Something was pulling her toward the water. All she wanted to do was beeline for the waves. The beach before them was empty except for a few bums sleeping in little huddled circles. Their bodies were splayed out at odd angles amidst candy wrappers and empty beer bottles. Sierra felt a familiar edginess creep over her.
“Oh, great, here we go,” Bennie was saying. “Can’t go nowhere in New York without some bum tryna get fifty cents off ya. I swear.”
One of the drunken slumberers had risen from the pack and was stumbling toward the boardwalk. He was wider than the others and lumbered with an unsteady gait. Sierra caught her breath as a scratchy, familiar-sounding voice blasted through her mind: Sierra!

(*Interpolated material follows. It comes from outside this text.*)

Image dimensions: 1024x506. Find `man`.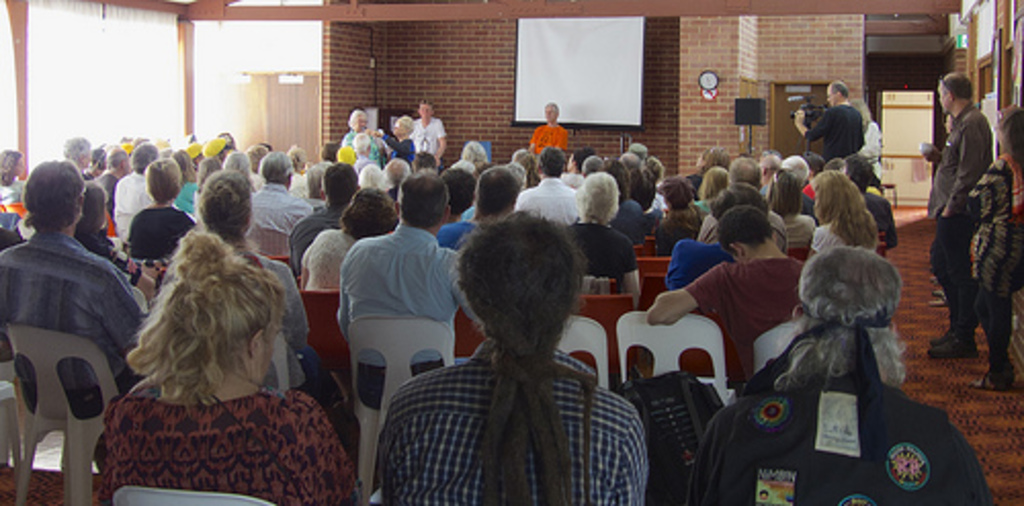
pyautogui.locateOnScreen(414, 100, 442, 158).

Everyone squinted into the darkness.
“Who is that?” Bennie said.
Two other figures were standing now, walking toward them.
“I don’t know,” Sierra said. “But I don’t like it. Let’s get …”
Sierra! Sierra! The raspy whisper kept burning through her thoughts. It was the throng haint, she was sure of it. She didn’t know where it was, but it was approaching fast.
She froze, transfixed by its beckoning.
Then Bennie screamed as the figures coming toward them broke into a run. Bennie and Tee shot down the boardwalk toward the Wonder Wheel. Juan grabbed Sierra and yanked her toward one of the shuttered-up fried-food stands.